On Jun 16, 2006, at 8:27 PM, Bryan J. Smith wrote:

On Fri, 2006-06-16 at 19:20 -0400, ross brunson wrote:
Right on, I see the Samba exam as being something that tests your
ability to properly bridge or integrate the two environments, 'cause
let's face it, Samba exists so that it can help other systems
interface or replace or emulate etc. as or to a Windows system.

But there are many facilities _outside_ of Samba that _also_ bridge the two environments. Network authentication, directory and naming services that are _not_ provided by the Samba project do such for UNIX/Linux and Windows integration. They are just as key, and not just Samba provided
ones.

As much as I agree that all of this is integrated, I think that widening the scope to encompass all the possible permutations and inter-relationships between these topics is a bit beyond this format. You're talking about having someone answer a multiple-choice question, it can't be THAT complex if it's going to be conveyed in a single screen or even a couple of screens worth of text and pictures.

I guess you've probably gone on about this enough to make the point, so how do you propose to make all of this into objectives that won't bloat up into something that takes us 2-3 years? I think that the farthest we should be going is to have a Networked File Systems exam instead of just a Samba one, but I can't see making this into a full- blown directory services integrated file system with various authentication modules exam, unless everyone decides together that it should be reworked or revised.

Is that the goal? Are you asking the team to consider reworking the current Level 3 plan? How do we come to a consensus about this, and is it even open to a vote, as it were? Taki?


Yeah, nothing is worse than a bigoted Microsoft technician who hates
Linux and Unix and yet has to work around and with it for his job,
unless it's an equally bigoted OSS person who can't be bothered to
learn Windows technologies because they are "dirty" and
"proprietary".

Actually, it goes worse than that.

_Nothing_ is worse than someone who puts in a Linux solution but doesn't
know the first thing about UNIX/Linux services alongside Windows.
That's why the Linux server merely remains as a Windows server and
_nothing_ else.

Solid point, I would recommend it be a Migration/Integration focus,
and that would be one way only.  I feel no responsibility
*whatsoever* to teach/certify someone about how to migrate from Samba
to AD.

And if "Migration/Integration" is the key, at what point are we saying, "oh, Linux makes a great Windows server ... oh, but, we don't care about
other client support."

Never have said we don't care about client support, but at this level it almost has to be a Services play and set of tasks, with a light dusting of clients, we're TESTING them, not teaching them.


The Microsoft desktop certification has little to do with network
configuration. Windows networking is covered over a range of
training courses and certification programs - each of which has its
own examination.

The MCDST _does_ address some of the _client_ support.  In fact, the
MCDST and MCSA address _all_ of the Windows client support.  The MCSE
addresses *0* beyond what the MCSA does.

Umm, agreed, and the MCDST objectives can probably be used in part as "inspiration" for the client-config piece of the eventual exams we are writing, but I can't imagine that client piece being more complex than about 2-4 questions on any of the generated exams. The very fabric of what you are proposing we turn this into necessitates that we defocus on the client side except for some basics that match this level's difficulty.


It's even worse now, it's no longer one MS course per exam, they are
mixed up some now so that you can't just take a single course and get
a single exam out of the way.

Because technologies are inter-related.  That's the problem.  That's
always the problem.  The only way is to try to break it up into exams,
but much courseware is still inter-related, because of how the services
inter-operate.

You don't take just an exam on ADS that addresses everything.

And the main point you didn't mention is that you don't think we can just have a Samba exam that addresses everything that Samba touches or employs in it's inter-relationships. I think the risk is that suddenly we are testing in very complex scenarios that are going to be extremely difficult to fit into the question format that we employ with VUE and Prometric. This is going to make for a lot of "scenario" style questions and those will be by necessity very complex to read, understand and then pick an answer from a set list of single lines or sentences.


Again, my hope is that we all remember that this is a Level 3 cert,
and by this time people should have a good working set of networking
skills and not be a Window Virgin, very damn few positions I have
seen could be so isolated in todays networking environment, perhaps
at an ISP or some large corporation's Server group, but surely not in
the SMB or middle tier market.

You don't have to do a full exam on OpenLDAP or FDS. But you had better
understand some basic authentication protocols, their services setup,
common compatibility as well as how different resource services are
listed and available across an enterprise for different clients -- all
in addition to basic DNS, DDNS updates and key objects, such as SysV
records for Kerberos, etc...

Agreed, but again is the proposal that we chuck the current exam layout, or alter the exams to better incorporate what you envision as being needed?


This is level 3.

Ah yeah, but it has to be doable, not be such a mass of interdependent complexity that we can't write the exams.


Instructions to follow:
Give the data a second time, exactly and in full.

Data records:
_ _ _ _ _ _ _
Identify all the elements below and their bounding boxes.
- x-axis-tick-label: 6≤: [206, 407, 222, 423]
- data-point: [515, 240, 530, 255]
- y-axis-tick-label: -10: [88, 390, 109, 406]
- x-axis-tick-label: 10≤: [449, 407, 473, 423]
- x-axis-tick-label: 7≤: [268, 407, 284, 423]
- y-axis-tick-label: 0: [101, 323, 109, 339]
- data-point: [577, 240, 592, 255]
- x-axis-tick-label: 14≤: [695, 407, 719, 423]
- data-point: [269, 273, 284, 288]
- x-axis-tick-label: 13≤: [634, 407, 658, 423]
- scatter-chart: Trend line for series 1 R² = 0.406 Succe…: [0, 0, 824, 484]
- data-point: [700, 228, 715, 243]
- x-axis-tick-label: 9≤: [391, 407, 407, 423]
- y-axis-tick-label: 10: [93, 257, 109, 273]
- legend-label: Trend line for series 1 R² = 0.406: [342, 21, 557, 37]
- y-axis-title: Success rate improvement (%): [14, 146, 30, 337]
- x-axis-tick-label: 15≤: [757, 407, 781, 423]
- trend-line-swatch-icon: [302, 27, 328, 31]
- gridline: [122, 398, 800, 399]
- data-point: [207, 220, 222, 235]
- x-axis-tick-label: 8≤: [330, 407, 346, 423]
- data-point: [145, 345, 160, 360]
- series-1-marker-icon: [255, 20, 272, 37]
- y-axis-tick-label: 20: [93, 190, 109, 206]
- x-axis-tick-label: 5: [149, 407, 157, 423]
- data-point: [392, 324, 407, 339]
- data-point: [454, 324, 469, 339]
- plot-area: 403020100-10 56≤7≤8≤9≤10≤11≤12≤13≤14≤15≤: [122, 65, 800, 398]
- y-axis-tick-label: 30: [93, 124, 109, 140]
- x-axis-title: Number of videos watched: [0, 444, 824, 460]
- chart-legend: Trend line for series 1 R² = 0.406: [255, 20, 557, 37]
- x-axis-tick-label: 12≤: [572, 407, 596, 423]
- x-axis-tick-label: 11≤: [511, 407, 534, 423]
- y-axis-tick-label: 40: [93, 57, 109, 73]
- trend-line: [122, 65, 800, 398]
_ _ _ _ _ _ _
Completed exercise:
Identify all the elements below and their bounding boxes.
- x-axis-tick-label: 6≤: [206, 407, 222, 423]
- data-point: [515, 240, 530, 255]
- y-axis-tick-label: -10: [88, 390, 109, 406]
- x-axis-tick-label: 10≤: [449, 407, 473, 423]
- x-axis-tick-label: 7≤: [268, 407, 284, 423]
- y-axis-tick-label: 0: [101, 323, 109, 339]
- data-point: [577, 240, 592, 255]
- x-axis-tick-label: 14≤: [695, 407, 719, 423]
- data-point: [269, 273, 284, 288]
- x-axis-tick-label: 13≤: [634, 407, 658, 423]
- scatter-chart: Trend line for series 1 R² = 0.406 Succe…: [0, 0, 824, 484]
- data-point: [700, 228, 715, 243]
- x-axis-tick-label: 9≤: [391, 407, 407, 423]
- y-axis-tick-label: 10: [93, 257, 109, 273]
- legend-label: Trend line for series 1 R² = 0.406: [342, 21, 557, 37]
- y-axis-title: Success rate improvement (%): [14, 146, 30, 337]
- x-axis-tick-label: 15≤: [757, 407, 781, 423]
- trend-line-swatch-icon: [302, 27, 328, 31]
- gridline: [122, 398, 800, 399]
- data-point: [207, 220, 222, 235]
- x-axis-tick-label: 8≤: [330, 407, 346, 423]
- data-point: [145, 345, 160, 360]
- series-1-marker-icon: [255, 20, 272, 37]
- y-axis-tick-label: 20: [93, 190, 109, 206]
- x-axis-tick-label: 5: [149, 407, 157, 423]
- data-point: [392, 324, 407, 339]
- data-point: [454, 324, 469, 339]
- plot-area: 403020100-10 56≤7≤8≤9≤10≤11≤12≤13≤14≤15≤: [122, 65, 800, 398]
- y-axis-tick-label: 30: [93, 124, 109, 140]
- x-axis-title: Number of videos watched: [0, 444, 824, 460]
- chart-legend: Trend line for series 1 R² = 0.406: [255, 20, 557, 37]
- x-axis-tick-label: 12≤: [572, 407, 596, 423]
- x-axis-tick-label: 11≤: [511, 407, 534, 423]
- y-axis-tick-label: 40: [93, 57, 109, 73]
- trend-line: [122, 65, 800, 398]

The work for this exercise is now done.